With a bit of help from GNU Octave and an idea of which frequency bands are interesting, I can now play around with cross correlating the signals.
Here is the cross correlation output (xcorr) showing time offsets from negative on the left to positive on the right.
The interesting thing here is the positive peak. This indicates the delay where the signals most closely align.
To make things easier, I can make a function to find this delay:
function ret = findDelay(a,b) [R,lag] = xcorr(a,b); [v,i] = max(R); ret = i - length(a); endfunction
To get an idea of what that looks like when applied back to the signals, I can plot the unaligned and aligned signal by shifting the second by the delay.
Looks pretty good!
Now theoretically this will work great, but to calculate all of this on the STM32 will be a lot of number crunching.
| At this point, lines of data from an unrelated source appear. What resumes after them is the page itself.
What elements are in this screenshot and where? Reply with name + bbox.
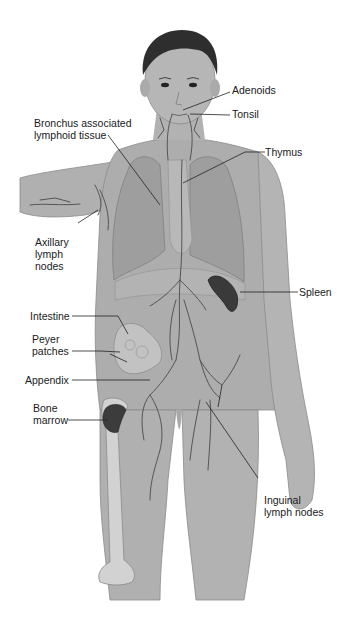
label-axillary-line2: lymph (35, 248, 69, 260)
label-peyer-line2: patches (32, 345, 69, 357)
label-tonsil: Tonsil (232, 108, 259, 120)
eye-left (161, 83, 169, 87)
label-inguinal-line2: lymph nodes (264, 506, 324, 518)
label-bone-marrow: Bone marrow (33, 402, 68, 426)
label-adenoids: Adenoids (232, 84, 276, 96)
label-peyer-line1: Peyer (32, 333, 69, 345)
label-balt: Bronchus associated lymphoid tissue (34, 117, 131, 141)
label-intestine: Intestine (30, 310, 70, 322)
label-inguinal-line1: Inguinal (264, 494, 324, 506)
eye-right (189, 83, 197, 87)
label-appendix: Appendix (25, 374, 69, 386)
label-axillary-line1: Axillary (35, 236, 69, 248)
label-axillary-line3: nodes (35, 260, 69, 272)
label-balt-line1: Bronchus associated (34, 117, 131, 129)
lymphatic-system-diagram: Adenoids Tonsil Bronchus associated lymp… (0, 0, 349, 632)
label-bone-line1: Bone (33, 402, 68, 414)
label-bone-line2: marrow (33, 414, 68, 426)
label-inguinal-lymph-nodes: Inguinal lymph nodes (264, 494, 324, 518)
label-peyer-patches: Peyer patches (32, 333, 69, 357)
label-balt-line2: lymphoid tissue (34, 129, 131, 141)
label-spleen: Spleen (299, 286, 332, 298)
label-thymus: Thymus (265, 146, 302, 158)
hanging-arm (258, 152, 314, 509)
label-axillary-lymph-nodes: Axillary lymph nodes (35, 236, 69, 272)
leg-left (182, 410, 258, 600)
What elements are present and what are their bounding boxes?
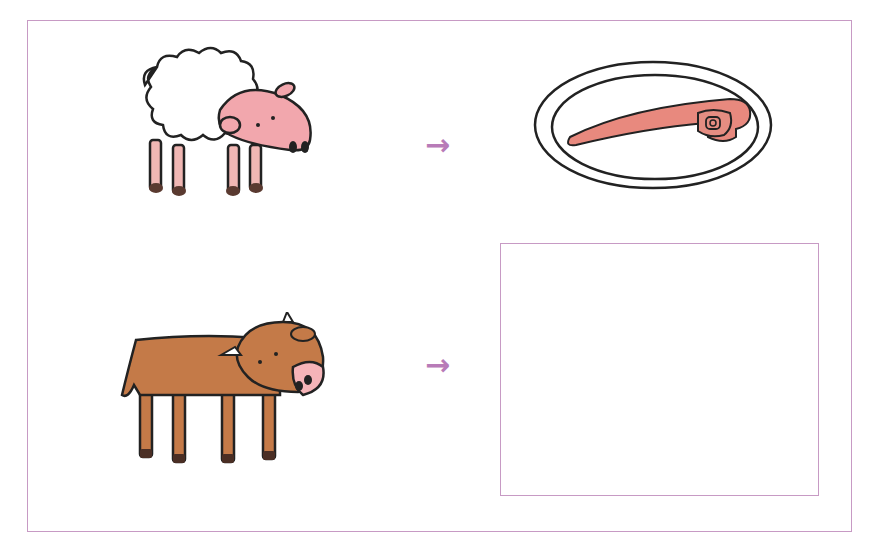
arrow-icon: → xyxy=(425,130,450,160)
cow-illustration xyxy=(118,312,328,472)
sheep-illustration xyxy=(125,45,325,205)
answer-drawing-box[interactable] xyxy=(500,243,819,496)
arrow-icon: → xyxy=(425,350,450,380)
lamb-chop-plate-illustration xyxy=(530,55,780,205)
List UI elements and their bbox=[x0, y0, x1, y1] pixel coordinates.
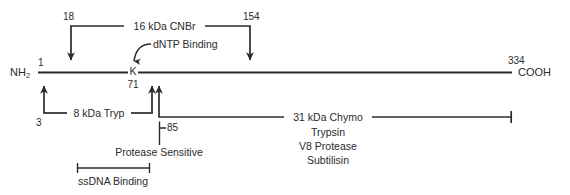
n-terminus-label: NH2 bbox=[10, 67, 30, 80]
active-site-residue-number: 71 bbox=[127, 80, 138, 90]
ssdna-binding-bracket bbox=[77, 163, 150, 173]
residue-number-18: 18 bbox=[63, 12, 74, 22]
residue-number-154: 154 bbox=[243, 12, 260, 22]
c-terminus-label: COOH bbox=[518, 67, 551, 78]
chymo-protease-trypsin: Trypsin bbox=[311, 127, 345, 138]
protein-domain-map: NH2 1 COOH 334 K 71 18 154 16 kDa CNBr d… bbox=[0, 0, 570, 195]
residue-number-85: 85 bbox=[167, 123, 178, 133]
dntp-binding-pointer bbox=[134, 44, 151, 61]
chymo-protease-subtilisin: Subtilisin bbox=[307, 155, 349, 166]
residue-number-1: 1 bbox=[38, 58, 44, 68]
n-terminus-subscript: 2 bbox=[26, 71, 30, 80]
residue-number-334: 334 bbox=[508, 56, 525, 66]
tryp-fragment-label: 8 kDa Tryp bbox=[74, 108, 125, 119]
chymo-protease-v8: V8 Protease bbox=[299, 141, 357, 152]
dntp-binding-label: dNTP Binding bbox=[153, 39, 218, 50]
protease-sensitive-label: Protease Sensitive bbox=[115, 147, 203, 158]
diagram-lines bbox=[0, 0, 570, 195]
cnbr-fragment-label: 16 kDa CNBr bbox=[134, 21, 196, 32]
ssdna-binding-label: ssDNA Binding bbox=[78, 176, 148, 187]
active-site-residue-letter: K bbox=[128, 66, 138, 77]
residue-number-3: 3 bbox=[36, 118, 42, 128]
chymo-fragment-label: 31 kDa Chymo bbox=[293, 112, 362, 123]
protease-sensitive-leader bbox=[160, 122, 167, 146]
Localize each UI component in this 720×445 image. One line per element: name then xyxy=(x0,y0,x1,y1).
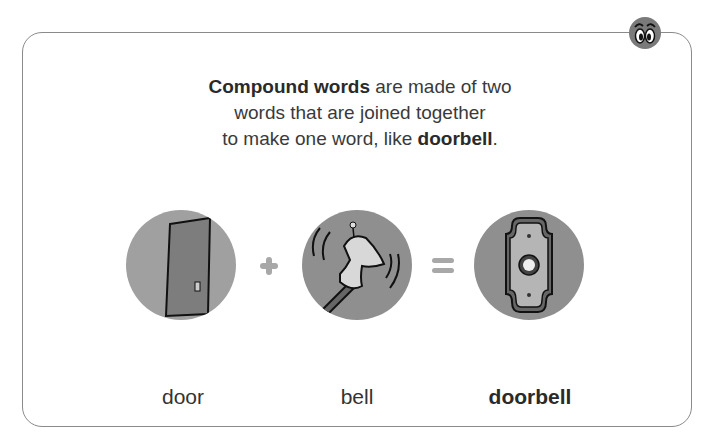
intro-line3: to make one word, like xyxy=(222,128,417,149)
intro-line1: are made of two xyxy=(370,76,512,97)
intro-line2: words that are joined together xyxy=(0,100,720,126)
example-word: doorbell xyxy=(418,128,493,149)
bell-image xyxy=(302,210,412,320)
word-door: door xyxy=(162,385,204,409)
eyes-mascot-icon xyxy=(628,16,662,50)
bell-icon xyxy=(302,210,412,320)
word-bell: bell xyxy=(341,385,374,409)
word-doorbell: doorbell xyxy=(489,385,572,409)
doorbell-icon xyxy=(474,210,584,320)
door-icon xyxy=(126,210,236,320)
doorbell-image xyxy=(474,210,584,320)
term-compound-words: Compound words xyxy=(208,76,369,97)
intro-text: Compound words are made of two words tha… xyxy=(0,74,720,152)
equals-icon xyxy=(432,257,454,275)
plus-icon xyxy=(258,255,280,277)
door-image xyxy=(126,210,236,320)
intro-period: . xyxy=(493,128,498,149)
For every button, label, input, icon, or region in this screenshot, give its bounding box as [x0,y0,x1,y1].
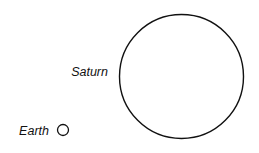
size-comparison-diagram: Saturn Earth [0,0,259,153]
earth-label: Earth [19,124,49,138]
saturn-circle [120,15,244,139]
earth-circle [58,125,69,136]
saturn-label: Saturn [71,65,108,79]
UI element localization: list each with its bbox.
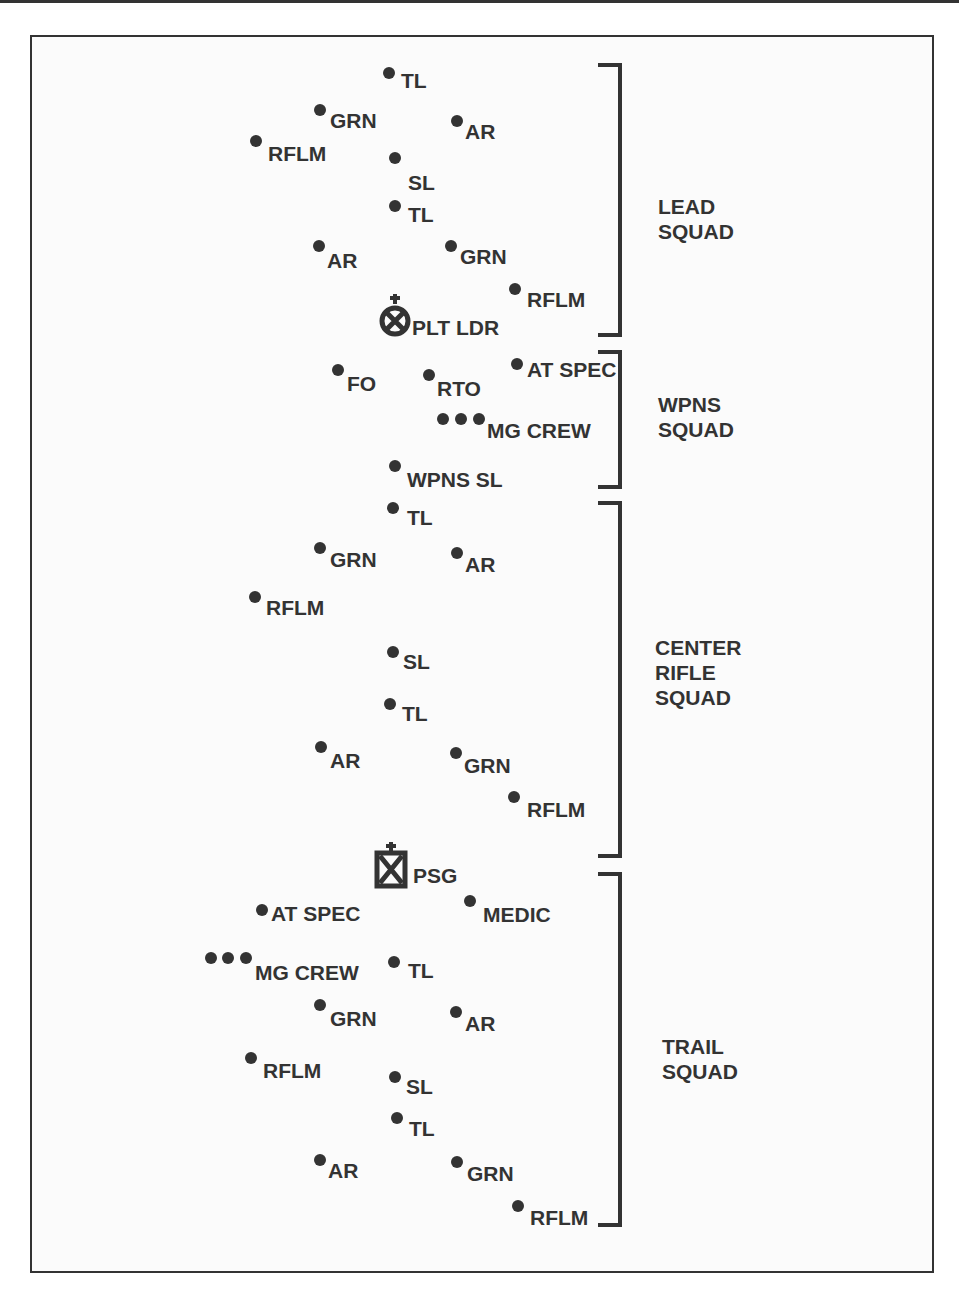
diagram-frame bbox=[30, 35, 934, 1273]
soldier-label: RFLM bbox=[266, 597, 324, 618]
squad-label-lead: LEAD SQUAD bbox=[658, 194, 734, 244]
soldier-dot-icon bbox=[511, 358, 523, 370]
soldier-label: TL bbox=[408, 204, 434, 225]
soldier-label: SL bbox=[406, 1076, 433, 1097]
soldier-dot-icon bbox=[383, 67, 395, 79]
squad-bracket-center bbox=[598, 501, 622, 858]
squad-label-center: CENTER RIFLE SQUAD bbox=[655, 635, 741, 710]
soldier-dot-icon bbox=[314, 1154, 326, 1166]
soldier-dot-icon bbox=[388, 956, 400, 968]
soldier-label: AR bbox=[465, 1013, 495, 1034]
soldier-label: RFLM bbox=[263, 1060, 321, 1081]
soldier-dot-icon bbox=[389, 152, 401, 164]
soldier-label: RTO bbox=[437, 378, 481, 399]
platoon-leader-icon bbox=[378, 292, 412, 342]
soldier-label: TL bbox=[407, 507, 433, 528]
soldier-label: GRN bbox=[467, 1163, 514, 1184]
soldier-dot-icon bbox=[391, 1112, 403, 1124]
squad-bracket-trail bbox=[598, 872, 622, 1227]
soldier-label: AR bbox=[465, 121, 495, 142]
squad-label-wpns: WPNS SQUAD bbox=[658, 392, 734, 442]
soldier-label: WPNS SL bbox=[407, 469, 503, 490]
soldier-label: AT SPEC bbox=[527, 359, 616, 380]
soldier-dot-icon bbox=[473, 413, 485, 425]
top-rule bbox=[0, 0, 959, 3]
soldier-label: GRN bbox=[460, 246, 507, 267]
leader-label: PLT LDR bbox=[412, 317, 499, 338]
soldier-label: GRN bbox=[330, 1008, 377, 1029]
soldier-label: AT SPEC bbox=[271, 903, 360, 924]
soldier-label: AR bbox=[327, 250, 357, 271]
soldier-label: MEDIC bbox=[483, 904, 551, 925]
leader-label: PSG bbox=[413, 865, 457, 886]
soldier-label: MG CREW bbox=[487, 420, 591, 441]
soldier-dot-icon bbox=[455, 413, 467, 425]
soldier-dot-icon bbox=[437, 413, 449, 425]
soldier-dot-icon bbox=[389, 200, 401, 212]
soldier-dot-icon bbox=[332, 364, 344, 376]
soldier-dot-icon bbox=[450, 747, 462, 759]
soldier-label: SL bbox=[403, 651, 430, 672]
soldier-dot-icon bbox=[314, 999, 326, 1011]
soldier-dot-icon bbox=[245, 1052, 257, 1064]
soldier-label: AR bbox=[465, 554, 495, 575]
soldier-label: FO bbox=[347, 373, 376, 394]
soldier-dot-icon bbox=[256, 904, 268, 916]
soldier-label: TL bbox=[402, 703, 428, 724]
soldier-label: RFLM bbox=[530, 1207, 588, 1228]
soldier-dot-icon bbox=[464, 895, 476, 907]
soldier-dot-icon bbox=[387, 502, 399, 514]
soldier-label: TL bbox=[408, 960, 434, 981]
soldier-label: GRN bbox=[464, 755, 511, 776]
squad-label-trail: TRAIL SQUAD bbox=[662, 1034, 738, 1084]
soldier-dot-icon bbox=[423, 369, 435, 381]
soldier-label: TL bbox=[401, 70, 427, 91]
soldier-dot-icon bbox=[240, 952, 252, 964]
soldier-label: SL bbox=[408, 172, 435, 193]
soldier-label: GRN bbox=[330, 549, 377, 570]
soldier-label: AR bbox=[330, 750, 360, 771]
soldier-label: RFLM bbox=[527, 289, 585, 310]
soldier-dot-icon bbox=[445, 240, 457, 252]
soldier-dot-icon bbox=[387, 646, 399, 658]
squad-bracket-lead bbox=[598, 63, 622, 337]
soldier-label: AR bbox=[328, 1160, 358, 1181]
soldier-dot-icon bbox=[512, 1200, 524, 1212]
soldier-dot-icon bbox=[451, 115, 463, 127]
soldier-dot-icon bbox=[389, 1071, 401, 1083]
soldier-dot-icon bbox=[250, 135, 262, 147]
soldier-label: RFLM bbox=[268, 143, 326, 164]
soldier-dot-icon bbox=[314, 104, 326, 116]
soldier-dot-icon bbox=[508, 791, 520, 803]
soldier-dot-icon bbox=[315, 741, 327, 753]
soldier-label: GRN bbox=[330, 110, 377, 131]
soldier-dot-icon bbox=[509, 283, 521, 295]
platoon-sergeant-icon bbox=[374, 840, 408, 894]
soldier-dot-icon bbox=[450, 1006, 462, 1018]
soldier-dot-icon bbox=[205, 952, 217, 964]
caption-area bbox=[0, 1278, 959, 1289]
soldier-dot-icon bbox=[451, 547, 463, 559]
soldier-label: MG CREW bbox=[255, 962, 359, 983]
soldier-dot-icon bbox=[314, 542, 326, 554]
soldier-dot-icon bbox=[249, 591, 261, 603]
soldier-label: RFLM bbox=[527, 799, 585, 820]
soldier-dot-icon bbox=[389, 460, 401, 472]
soldier-dot-icon bbox=[222, 952, 234, 964]
soldier-dot-icon bbox=[384, 698, 396, 710]
soldier-dot-icon bbox=[313, 240, 325, 252]
soldier-label: TL bbox=[409, 1118, 435, 1139]
soldier-dot-icon bbox=[451, 1156, 463, 1168]
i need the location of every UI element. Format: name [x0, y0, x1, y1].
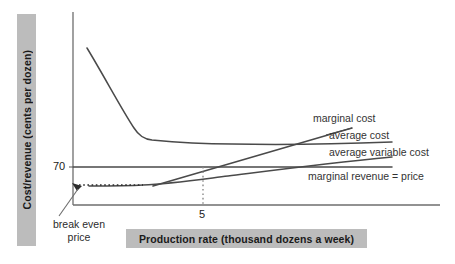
economics-cost-revenue-figure: Cost/revenue (cents per dozen) Productio…: [0, 0, 455, 264]
breakeven-line-1: break even: [36, 218, 122, 231]
x-axis-tick-label-5: 5: [199, 208, 205, 220]
series-label-average-variable-cost: average variable cost: [329, 146, 429, 158]
breakeven-price-annotation: break even price: [36, 218, 122, 244]
y-axis-tick-label-70: 70: [53, 160, 65, 172]
series-label-marginal-cost: marginal cost: [313, 112, 375, 124]
series-label-marginal-revenue: marginal revenue = price: [308, 170, 424, 182]
series-label-average-cost: average cost: [329, 129, 389, 141]
breakeven-line-2: price: [36, 231, 122, 244]
breakeven-arrow-leader: [59, 189, 78, 216]
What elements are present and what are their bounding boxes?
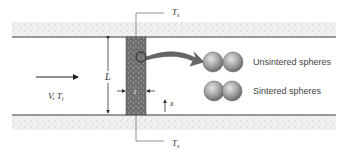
length-label: L: [104, 71, 111, 82]
unsintered-sphere-1: [203, 52, 223, 72]
bottom-wall: [12, 116, 336, 130]
unsintered-sphere-2: [223, 52, 243, 72]
sintered-label: Sintered spheres: [253, 86, 322, 96]
unsintered-label: Unsintered spheres: [253, 57, 332, 67]
sintered-sphere-2: [222, 81, 242, 101]
x-axis-label: x: [169, 99, 174, 108]
porous-plug: [126, 37, 146, 115]
zoom-arrow: [146, 52, 204, 66]
top-temperature-label: Ts: [172, 7, 180, 18]
sintered-sphere-1: [204, 81, 224, 101]
top-wall: [12, 22, 162, 36]
bottom-temperature-label: Ts: [172, 138, 180, 149]
inflow-label: V, Ti: [48, 91, 64, 102]
top-wall-right: [162, 22, 336, 36]
porous-plug-diagram: Ts Ts L t x V, Ti Unsintered spheres Sin…: [0, 0, 350, 160]
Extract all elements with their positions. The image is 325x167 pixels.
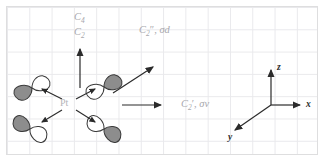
label-c2-double-prime-sigma-d: C2″, σd [139, 25, 170, 38]
orbital-upper-right [84, 71, 124, 102]
label-c4: C4 [74, 12, 85, 25]
bond-arrow-upper-left [42, 89, 62, 99]
y-axis-line [235, 105, 271, 130]
x-axis-label: x [306, 100, 311, 110]
figure-canvas: Pt C4 C2 C2″, σd C2′, σv z x y [0, 0, 325, 167]
label-sigma-d: , σd [154, 24, 170, 35]
label-c2-prime-sigma-v: C2′, σv [181, 99, 209, 112]
label-c4-base: C [74, 11, 81, 22]
bond-arrow-lower-left [42, 110, 62, 122]
orbital-lower-left [10, 113, 50, 144]
label-c2-base: C [74, 26, 81, 37]
label-c2pp-base: C [139, 24, 146, 35]
coordinate-axes [235, 70, 300, 130]
orbital-lower-right [84, 113, 124, 144]
label-c2p-base: C [181, 98, 188, 109]
label-c2-principal: C2 [74, 27, 85, 40]
orbital-upper-left [12, 72, 52, 103]
metal-center-label: Pt [60, 98, 68, 108]
z-axis-label: z [277, 63, 281, 73]
y-axis-label: y [228, 133, 232, 143]
label-c4-sub: 4 [81, 16, 85, 25]
label-c2-sub: 2 [81, 31, 85, 40]
label-sigma-v: , σv [194, 98, 209, 109]
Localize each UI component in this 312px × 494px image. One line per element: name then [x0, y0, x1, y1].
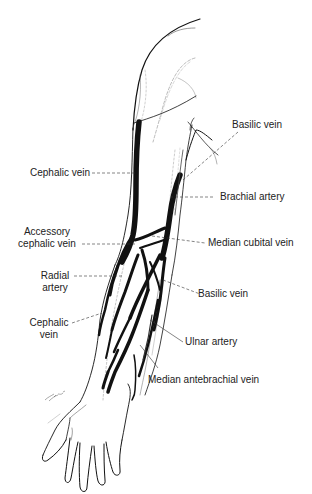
label-cephalic-vein-upper: Cephalic vein: [30, 167, 90, 179]
label-accessory-cephalic-vein-line2: cephalic vein: [14, 238, 80, 250]
label-basilic-vein-upper: Basilic vein: [232, 119, 282, 131]
label-cephalic-vein-lower-line1: Cephalic: [28, 317, 70, 329]
label-ulnar-artery: Ulnar artery: [185, 336, 237, 348]
leader-basilic-vein-lower: [163, 280, 200, 294]
arm-outline: [42, 19, 218, 492]
label-radial-artery: Radial artery: [38, 270, 72, 294]
leader-lines: [72, 132, 238, 368]
label-basilic-vein-lower: Basilic vein: [198, 288, 248, 300]
label-median-cubital-vein: Median cubital vein: [208, 237, 294, 249]
vessels: [99, 118, 212, 400]
label-cephalic-vein-lower: Cephalic vein: [28, 317, 70, 341]
label-cephalic-vein-lower-line2: vein: [28, 329, 70, 341]
label-brachial-artery: Brachial artery: [220, 191, 284, 203]
artist-signature: [45, 391, 65, 401]
label-median-antebrachial-vein: Median antebrachial vein: [148, 374, 259, 386]
label-radial-artery-line1: Radial: [38, 270, 72, 282]
radial-artery: [112, 255, 138, 330]
cephalic-vein-lower: [99, 265, 118, 335]
leader-cephalic-vein-lower: [72, 313, 102, 323]
median-cubital-vein: [135, 228, 165, 240]
median-antebrachial-vein: [108, 290, 148, 392]
label-accessory-cephalic-vein-line1: Accessory: [14, 226, 80, 238]
label-radial-artery-line2: artery: [38, 282, 72, 294]
label-accessory-cephalic-vein: Accessory cephalic vein: [14, 226, 80, 250]
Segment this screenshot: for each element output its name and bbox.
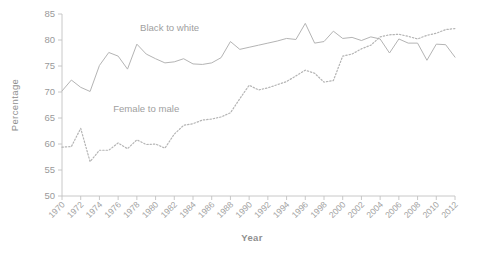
series-line-0 [62,23,455,91]
data-series [62,23,455,161]
line-chart: 5055606570758085 19701972197419761978198… [0,0,482,255]
x-tick-label: 1974 [84,199,105,220]
x-tick-label: 1984 [177,199,198,220]
x-tick-label: 1994 [271,199,292,220]
x-axis-ticks: 1970197219741976197819801982198419861988… [46,196,460,220]
series-line-1 [62,29,455,162]
series-annotation-1: Female to male [113,103,179,114]
x-tick-label: 2004 [364,199,385,220]
series-annotation-0: Black to white [140,22,199,33]
y-axis-label: Percentage [9,79,20,132]
x-tick-label: 1972 [65,199,86,220]
x-axis-label: Year [241,232,262,243]
x-tick-label: 1998 [308,199,329,220]
y-axis-ticks: 5055606570758085 [44,8,62,201]
x-tick-label: 1976 [102,199,123,220]
x-tick-label: 2012 [439,199,460,220]
x-tick-label: 1980 [140,199,161,220]
x-tick-label: 1988 [215,199,236,220]
chart-container: 5055606570758085 19701972197419761978198… [0,0,482,255]
x-tick-label: 2008 [402,199,423,220]
x-tick-label: 2010 [421,199,442,220]
x-tick-label: 2006 [383,199,404,220]
x-tick-label: 1990 [233,199,254,220]
x-tick-label: 1978 [121,199,142,220]
y-tick-label: 50 [44,190,55,201]
y-tick-label: 80 [44,34,55,45]
x-tick-label: 2000 [327,199,348,220]
y-tick-label: 85 [44,8,55,19]
y-tick-label: 55 [44,164,55,175]
y-tick-label: 60 [44,138,55,149]
x-tick-label: 2002 [346,199,367,220]
x-tick-label: 1986 [196,199,217,220]
x-tick-label: 1970 [46,199,67,220]
y-tick-label: 65 [44,112,55,123]
x-tick-label: 1982 [159,199,180,220]
y-tick-label: 70 [44,86,55,97]
x-tick-label: 1992 [252,199,273,220]
y-tick-label: 75 [44,60,55,71]
x-tick-label: 1996 [290,199,311,220]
Each channel needs to be filtered, which is currently 6k samples per channel, and a FIR filter of sufficient size needs to be created. Octave has me covered there too, and this article has everything I need to know about designing these filters. It will be an accuracy/CPU time trade-off.
Next I need to cross-correlate the signals, though I don't really need or want the full result, I only need the peak and the delay of the peak. Still, that is a lot of vector dot products to calculate. Maybe I can cheat and check at a lower resolution, find a rough match, then fine tune it.